A lot now depends on how the MPC operates. There are several issues that need to be sorted out to ensure that the shift to the new system of deciding monetary policy is indeed worth it. First, all members of the MPC should have access to the same amount of information. What this means in practice is that the external members should have open access to the research done by central bank economists. Members of the old technical advisory committee have often in private complained about the lack of adequate data before meetings. An MPC secretariat may need to be set up for this.

Second, the group dynamics will matter. Experiments conducted by economist Alan Blinder show that committees take better monetary policy decisions than individuals. Yet, we must not ignore the risks from groupthink. There is little use of a committee if everybody thinks alike, or at least toes the official line. Governor Urjit Patel will have a big role to play in ensuring that discussions are open. Mervyn King at the Bank of England often allowed himself to be outvoted in the MPC. It would be especially welcome if the RBI members do not habitually vote as a block in the meetings. And the governor should try not to use his casting vote at least in the initial years.

Third, there should be a robust communications policy so that other participants in the economy have a clear sense of how MPC members are thinking about the economy. The US Federal Reserve provides dot plots on how various members of its rate-setting committee assess the trajectory of interest rates. The Indian central bank is not structured like its US counterpart. But there can be no doubt that the two major components of MPC meetings—the assessments of the state of the economy followed by the actual voting on interest rates—need to be communicated well.

The government will also have to let an independent MPC emerge. Its first signal has been positive, if you consider the three economists it has appointed as its representatives on the committee. A successful MPC should be able to deal with two persistent problems. First, there is the over-dependence on the economic judgement of one individual.

Second, there is the notorious time inconsistency problem that could emerge because of political pressures from New Delhi. However, that still leaves the larger problem of fiscal dominance over monetary policy untouched.

Indian monetary policy has entered a new era. The RBI has a formal inflation target that has been given to it by the political system. Interest rate policy will be decided by the MPC. There is now a formal process to fix accountability, since the MPC has to explain if the inflation target is missed for three quarters in a row.

The new institutional scaffolding is in place. The plumbing needs to be added. What needs to be done now is to nurture the conditions for an independent MPC. Economist Kevin Warsh, who wrote an influential report on the UK MPC in 2014, has pointed out: “Understanding the institutional dynamics inside monetary policy committees is likely as consequential to sound policy decisions as the skill of the people who lead the committees and the remits they are obliged to follow."

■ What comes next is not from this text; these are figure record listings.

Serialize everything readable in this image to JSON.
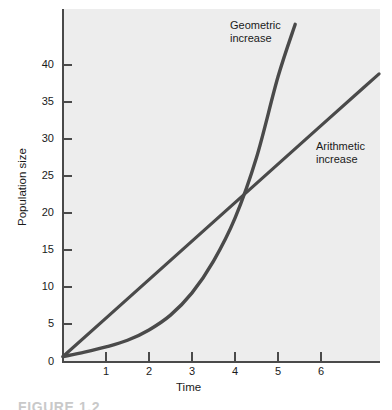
{
  "figure": {
    "caption_partial": "FIGURE 1.2"
  },
  "chart_data": {
    "type": "line",
    "title": "",
    "xlabel": "Time",
    "ylabel": "Population size",
    "xlim": [
      0,
      7.35
    ],
    "ylim": [
      0,
      45.5
    ],
    "grid": false,
    "legend_position": "inline-annotations",
    "xticks": [
      1,
      2,
      3,
      4,
      5,
      6
    ],
    "xtick_labels": [
      "1",
      "2",
      "3",
      "4",
      "5",
      "6"
    ],
    "yticks": [
      0,
      5,
      10,
      15,
      20,
      25,
      30,
      35,
      40
    ],
    "ytick_labels": [
      "0",
      "5",
      "10",
      "15",
      "20",
      "25",
      "30",
      "35",
      "40"
    ],
    "plot_background_color": "#ededed",
    "line_color": "#4a4a4a",
    "annotations": [
      {
        "text_line1": "Geometric",
        "text_line2": "increase",
        "x": 3.9,
        "y": 43.5
      },
      {
        "text_line1": "Arithmetic",
        "text_line2": "increase",
        "x": 5.9,
        "y": 28.5
      }
    ],
    "series": [
      {
        "name": "Arithmetic increase",
        "x": [
          0,
          1,
          2,
          3,
          4,
          5,
          6,
          7,
          7.35
        ],
        "values": [
          0.6,
          5.8,
          11.0,
          16.2,
          21.4,
          26.6,
          31.8,
          37.0,
          38.8
        ]
      },
      {
        "name": "Geometric increase",
        "x": [
          0,
          0.5,
          1,
          1.5,
          2,
          2.5,
          3,
          3.5,
          4,
          4.5,
          5,
          5.4
        ],
        "values": [
          0.6,
          1.2,
          1.9,
          2.8,
          4.2,
          6.2,
          9.2,
          13.5,
          19.3,
          27.5,
          38.4,
          45.5
        ]
      }
    ],
    "crossing_point": {
      "x": 4.65,
      "y": 24.2
    }
  }
}
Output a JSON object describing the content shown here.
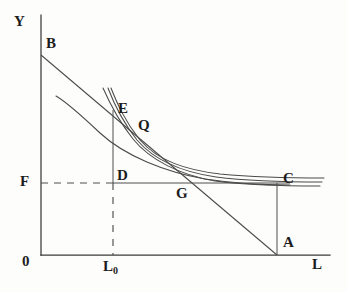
{
  "figure": {
    "kind": "economics-indifference-curve-diagram",
    "title": "",
    "background_color": "#fdfdfc",
    "ink_color": "#3b3b3b"
  },
  "axes": {
    "y_axis_label": "Y",
    "x_axis_label": "L",
    "origin_label": "0",
    "y_axis": {
      "x": 41,
      "y_top": 15,
      "y_bottom": 255
    },
    "x_axis": {
      "y": 255,
      "x_left": 41,
      "x_right": 330
    }
  },
  "tick_labels": [
    {
      "name": "l-zero",
      "text": "L",
      "sub": "0",
      "x": 103,
      "y": 259
    }
  ],
  "point_labels": [
    {
      "name": "point-b",
      "text": "B",
      "x": 46,
      "y": 36
    },
    {
      "name": "point-e",
      "text": "E",
      "x": 118,
      "y": 101
    },
    {
      "name": "point-q",
      "text": "Q",
      "x": 138,
      "y": 118
    },
    {
      "name": "point-d",
      "text": "D",
      "x": 117,
      "y": 168
    },
    {
      "name": "point-g",
      "text": "G",
      "x": 176,
      "y": 186
    },
    {
      "name": "point-c",
      "text": "C",
      "x": 283,
      "y": 171
    },
    {
      "name": "point-a",
      "text": "A",
      "x": 283,
      "y": 235
    },
    {
      "name": "point-f",
      "text": "F",
      "x": 20,
      "y": 174
    },
    {
      "name": "axis-y-label",
      "text": "Y",
      "x": 14,
      "y": 14
    },
    {
      "name": "axis-l-label",
      "text": "L",
      "x": 312,
      "y": 257
    },
    {
      "name": "origin-zero",
      "text": "0",
      "x": 22,
      "y": 254
    }
  ],
  "geometry": {
    "point_B": {
      "x": 41,
      "y": 55
    },
    "point_A": {
      "x": 277,
      "y": 255
    },
    "point_E": {
      "x": 113,
      "y": 113
    },
    "point_D": {
      "x": 113,
      "y": 183
    },
    "point_G": {
      "x": 178,
      "y": 183
    },
    "point_C": {
      "x": 277,
      "y": 183
    },
    "wage_floor_level_F_y": 183,
    "labour_L0_x": 113
  },
  "curves": [
    {
      "name": "indifference-curve-upper",
      "role": "indifference curve passing through E (upper)",
      "path": "M 103 88 C 110 104, 118 120, 133 139 C 150 160, 180 175, 215 181 C 245 185, 285 186, 320 186"
    },
    {
      "name": "indifference-curve-middle",
      "role": "indifference curve through E (middle)",
      "path": "M 108 88 C 114 104, 122 121, 137 140 C 154 160, 182 172, 216 177 C 248 181, 288 182, 322 182"
    },
    {
      "name": "indifference-curve-lower",
      "role": "indifference curve through E (lower)",
      "path": "M 111 88 C 117 103, 124 120, 140 140 C 158 161, 186 170, 220 174 C 252 177, 290 178, 324 178"
    },
    {
      "name": "production-frontier-curve",
      "role": "lower convex curve from upper-left toward C",
      "path": "M 56 96 C 68 103, 82 116, 100 133 C 125 156, 165 172, 205 179 C 238 184, 268 185, 290 185"
    }
  ],
  "lines": [
    {
      "name": "budget-line-BA",
      "role": "budget / isoprofit line from B to A",
      "style": "solid",
      "from": {
        "x": 41,
        "y": 55
      },
      "to": {
        "x": 277,
        "y": 255
      }
    },
    {
      "name": "wage-floor-line-F-to-D",
      "role": "dashed segment of wage floor F from Y axis to D",
      "style": "dashed",
      "from": {
        "x": 41,
        "y": 183
      },
      "to": {
        "x": 113,
        "y": 183
      }
    },
    {
      "name": "wage-floor-line-D-to-C",
      "role": "solid segment of wage floor from D through G to C",
      "style": "solid",
      "from": {
        "x": 113,
        "y": 183
      },
      "to": {
        "x": 290,
        "y": 183
      }
    },
    {
      "name": "vertical-line-E-to-D",
      "role": "solid vertical at L0 from E down to D",
      "style": "solid",
      "from": {
        "x": 113,
        "y": 110
      },
      "to": {
        "x": 113,
        "y": 183
      }
    },
    {
      "name": "vertical-line-D-to-L0",
      "role": "dashed vertical at L0 from D down to x-axis",
      "style": "dashed",
      "from": {
        "x": 113,
        "y": 183
      },
      "to": {
        "x": 113,
        "y": 255
      }
    },
    {
      "name": "vertical-line-C-to-A",
      "role": "solid vertical from C down to A",
      "style": "solid",
      "from": {
        "x": 277,
        "y": 183
      },
      "to": {
        "x": 277,
        "y": 255
      }
    }
  ]
}
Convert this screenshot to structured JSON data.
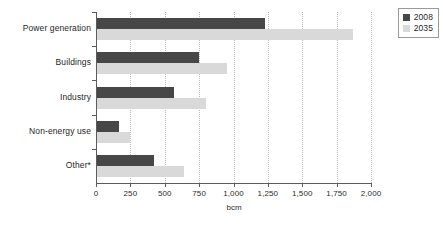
{
  "chart_data": {
    "type": "bar",
    "orientation": "horizontal",
    "title": "",
    "xlabel": "bcm",
    "ylabel": "",
    "xlim": [
      0,
      2000
    ],
    "xticks": [
      0,
      250,
      500,
      750,
      1000,
      1250,
      1500,
      1750,
      2000
    ],
    "xtick_labels": [
      "0",
      "250",
      "500",
      "750",
      "1,000",
      "1,250",
      "1,500",
      "1,750",
      "2,000"
    ],
    "grid": true,
    "grid_axis": "x",
    "legend_position": "top-right",
    "categories": [
      "Power generation",
      "Buildings",
      "Industry",
      "Non-energy use",
      "Other*"
    ],
    "series": [
      {
        "name": "2008",
        "color": "#474747",
        "values": [
          1230,
          750,
          570,
          170,
          420
        ]
      },
      {
        "name": "2035",
        "color": "#d9d9d9",
        "values": [
          1870,
          950,
          800,
          250,
          640
        ]
      }
    ]
  },
  "legend": {
    "entries": [
      {
        "label": "2008",
        "color": "#474747"
      },
      {
        "label": "2035",
        "color": "#d9d9d9"
      }
    ]
  },
  "axis": {
    "x_title": "bcm"
  },
  "colors": {
    "series_2008": "#474747",
    "series_2035": "#d9d9d9",
    "axis": "#5c5c5c",
    "gridline": "#b9b9b9",
    "text": "#1f1f1f",
    "background": "#ffffff"
  }
}
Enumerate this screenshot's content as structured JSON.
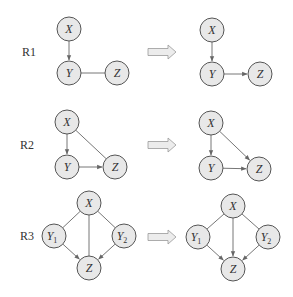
{
  "rules": [
    {
      "label": "R1",
      "before": {
        "nodes": [
          {
            "id": "X",
            "label": "X",
            "x": 69,
            "y": 29
          },
          {
            "id": "Y",
            "label": "Y",
            "x": 69,
            "y": 73
          },
          {
            "id": "Z",
            "label": "Z",
            "x": 117,
            "y": 73
          }
        ],
        "edges": [
          {
            "from": "X",
            "to": "Y",
            "directed": true
          },
          {
            "from": "Y",
            "to": "Z",
            "directed": false
          }
        ]
      },
      "after": {
        "nodes": [
          {
            "id": "X",
            "label": "X",
            "x": 212,
            "y": 30
          },
          {
            "id": "Y",
            "label": "Y",
            "x": 212,
            "y": 74
          },
          {
            "id": "Z",
            "label": "Z",
            "x": 260,
            "y": 74
          }
        ],
        "edges": [
          {
            "from": "X",
            "to": "Y",
            "directed": true
          },
          {
            "from": "Y",
            "to": "Z",
            "directed": true
          }
        ]
      },
      "label_pos": {
        "x": 22,
        "y": 56
      },
      "arrow_y": 52
    },
    {
      "label": "R2",
      "before": {
        "nodes": [
          {
            "id": "X",
            "label": "X",
            "x": 67,
            "y": 122
          },
          {
            "id": "Y",
            "label": "Y",
            "x": 67,
            "y": 167
          },
          {
            "id": "Z",
            "label": "Z",
            "x": 115,
            "y": 167
          }
        ],
        "edges": [
          {
            "from": "X",
            "to": "Y",
            "directed": true
          },
          {
            "from": "X",
            "to": "Z",
            "directed": false
          },
          {
            "from": "Y",
            "to": "Z",
            "directed": true
          }
        ]
      },
      "after": {
        "nodes": [
          {
            "id": "X",
            "label": "X",
            "x": 211,
            "y": 123
          },
          {
            "id": "Y",
            "label": "Y",
            "x": 211,
            "y": 168
          },
          {
            "id": "Z",
            "label": "Z",
            "x": 259,
            "y": 169
          }
        ],
        "edges": [
          {
            "from": "X",
            "to": "Y",
            "directed": true
          },
          {
            "from": "X",
            "to": "Z",
            "directed": true
          },
          {
            "from": "Y",
            "to": "Z",
            "directed": true
          }
        ]
      },
      "label_pos": {
        "x": 20,
        "y": 149
      },
      "arrow_y": 145
    },
    {
      "label": "R3",
      "before": {
        "nodes": [
          {
            "id": "X",
            "label": "X",
            "x": 89,
            "y": 203
          },
          {
            "id": "Y1",
            "label": "Y",
            "sub": "1",
            "x": 54,
            "y": 236
          },
          {
            "id": "Y2",
            "label": "Y",
            "sub": "2",
            "x": 124,
            "y": 236
          },
          {
            "id": "Z",
            "label": "Z",
            "x": 89,
            "y": 268
          }
        ],
        "edges": [
          {
            "from": "X",
            "to": "Y1",
            "directed": false
          },
          {
            "from": "X",
            "to": "Y2",
            "directed": false
          },
          {
            "from": "X",
            "to": "Z",
            "directed": false
          },
          {
            "from": "Y1",
            "to": "Z",
            "directed": true
          },
          {
            "from": "Y2",
            "to": "Z",
            "directed": true
          }
        ]
      },
      "after": {
        "nodes": [
          {
            "id": "X",
            "label": "X",
            "x": 233,
            "y": 206
          },
          {
            "id": "Y1",
            "label": "Y",
            "sub": "1",
            "x": 198,
            "y": 237
          },
          {
            "id": "Y2",
            "label": "Y",
            "sub": "2",
            "x": 268,
            "y": 237
          },
          {
            "id": "Z",
            "label": "Z",
            "x": 233,
            "y": 269
          }
        ],
        "edges": [
          {
            "from": "X",
            "to": "Y1",
            "directed": false
          },
          {
            "from": "X",
            "to": "Y2",
            "directed": false
          },
          {
            "from": "X",
            "to": "Z",
            "directed": true
          },
          {
            "from": "Y1",
            "to": "Z",
            "directed": true
          },
          {
            "from": "Y2",
            "to": "Z",
            "directed": true
          }
        ]
      },
      "label_pos": {
        "x": 20,
        "y": 240
      },
      "arrow_y": 237
    }
  ],
  "node_radius": 12,
  "transform_arrow": {
    "x1": 148,
    "x2": 176
  },
  "colors": {
    "node_fill": "#e8e8e8",
    "node_stroke": "#555555",
    "edge": "#666666"
  }
}
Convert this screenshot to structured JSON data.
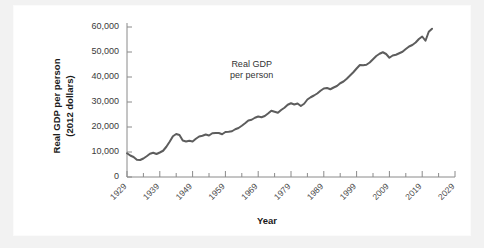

Warsh has also argued that the design of the decision-making process is especially important when there is a regime change in the data or in the policy paradigm. India is arguably at such a juncture right now.

It seems like the long battle against high inflation is coming to a close. And there has been an important shift to a monetary policy with a formal nominal anchor.

Governor Patel needs to take the lead in nurturing the first MPC in India so that the change to the new system is not cosmetic.